Eitan Bernath (2002) American entertainer and chef
Source: "TikTok Ban? Creators and Fans Are Big Mad" https://www.nytimes.com/2020/08/02/style/tiktok-ban-threat-trump.html, The New York Times (2 August 2020).
When asked how he can predict that a song will be a hit.
Scaggs, Austin (2007-05-31), "Adam Levine". Rolling Stone. (1027):36.
Eitan Bernath (2002) American entertainer and chef
Source: "TikTok Ban? Creators and Fans Are Big Mad" https://www.nytimes.com/2020/08/02/style/tiktok-ban-threat-trump.html, The New York Times (2 August 2020).
Tite Kubo (1977) Japanese manga artist
Source: Bleach, Volume 01
Pete Seeger (1919–2014) American folk singer
"If I Had A Hammer" (1949) Though Seeger composed the music of this song the lyrics were actually written by fellow member of The Weavers, Lee Hays.
Misattributed
Context: If I had a hammer,
I'd hammer in the morning
I'd hammer in the evening,
All over this land.
I'd hammer out danger,
I'd hammer out a warning,
I'd hammer out love between my brothers and my sisters,
All over this land...
Well I got a hammer,
And I got a bell,
And I got a song to sing, all over this land.
It's the hammer of Justice,
It's the bell of Freedom,
It's the song about Love between my brothers and my sisters,
All over this land.
Van Morrison (1945) Northern Irish singer-songwriter and musician
As quoted in Can You Feel the Silence? Van Morrison: A New Biography (2003) by Clinton Heylin
Harry Chapin (1942–1981) American musician
She Sings Songs Without Words
Song lyrics, Verities & Balderdash (1974)
“It's fun hitting on the drums and singing songs.”
Rachel Trachtenburg (1993) American musician
Rachel on performing.
Off & On Broadway documentary (2006)
Frank Wilczek (1951) physicist
Source: Longing for the Harmonies: Themes and Variations from Modern Physics (1987), Ch.32 Hidden Harmonies
Woody Guthrie (1912–1967) American singer-songwriter and folk musician
Statement quoted in Prophet Singer: The Voice And Vision of Woody Guthrie (2007) by Mark Allan Jackson. There are a few slight variants of this statement, which seems to have originated in a performance monologue.
Context: I hate a song that makes you think that you are not any good. I hate a song that makes you think that you are just born to lose. Bound to lose. No good to nobody. No good for nothing. Because you are too old or too young or too fat or too slim too ugly or too this or too that.
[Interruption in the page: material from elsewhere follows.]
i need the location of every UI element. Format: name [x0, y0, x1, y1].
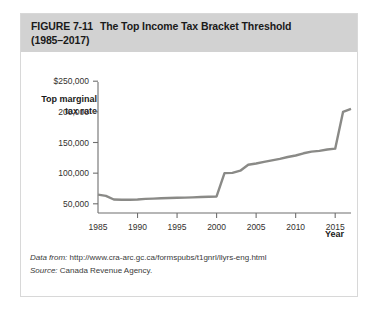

Songs that run you down or poke fun at you on account of your bad luck or hard traveling. … I am out to fight those songs to my very last breath of air and my last drop of blood.
I am out to sing songs that will prove to you that this is your world and that if it has hit you pretty hard and knocked you for a dozen loops, no matter what color, what size you are, how you are built, I am out to sing the songs that make you take pride in yourself and in your work.
And the songs that I sing are made up for the most part by all sorts of folks just about like you. I could hire out to the other side, the big money side, and get several dollars every week just to quit singing my own kind of songs and to sing the kind that knock you down still farther and the ones that poke fun at you even more and the ones that make you think you've not any sense at all. But I decided a long time ago that I'd starve to death before I'd sing any such songs as that. The radio waves and your movies and your jukeboxes and your songbooks are already loaded down and running over with such no good songs as that anyhow.